Watson is a partner at Design I/O, a Cambridge-based interactive design studio known for immersive installations. He co-founded openFrameworks, a free toolkit for creative coding, and helped create EyeWriter. He is a virtual fellow at the Free Art and Technology Lab (FAT Lab).

He earned a Bachelor of Fine Arts in Design and Technology from Parsons School of Design. As a programmer, he worked with Zach Lieberman on openFrameworks, a C++ library for creative coding. He is a member of the Graffiti Research Lab and wrote the LASER Tag code in 2007. In 2006, he collaborated with director Michel Gondry on software for interactive installations in Gondry’s Science of Sleep exhibition in New York.

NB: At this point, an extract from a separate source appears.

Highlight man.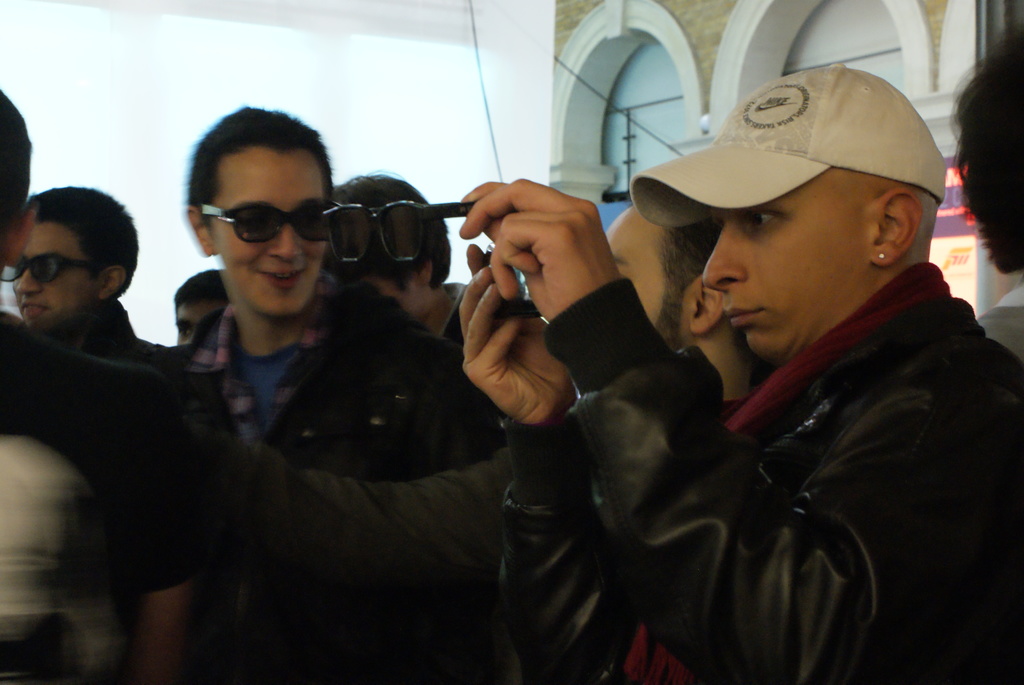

From 2006, Watson was a Production Fellow at Eyebeam and is a Virtual Fellow at FAT Lab. He creates site-specific installations that explore how people relate to spaces, often using physical computing.

Notable works include:
- Vinyl Workout (Rotterdam Electronic Music Festival, 2006): a large floor projection of a record where people’s movements control audio and video playback.
- Audio Space (2005): a GPS headset allows visitors to record messages and hear sounds left by others.
- Laser Tag (2007): a laser projector lets people write in light on a building; shown at MoMA and Tate Modern.
- Born out of Necessity: using eye-tracking to enable a graffiti artist with ALS to create virtual tags; in MoMA’s collection.
- Tate Muybridgizer: a Tate Modern commission with Emily Gobeille, a mobile app to create animations in the style of Muybridge’s Zoopraxiscope.

Watson has shown work at Eyebeam, Deitch Projects, the DUMBO Video Art Festival, Resfest, the Rotterdam festival, and Montevideo/Time Based Arts in Amsterdam.


This page was last edited on 2 February 2026, at 18:02 (CET).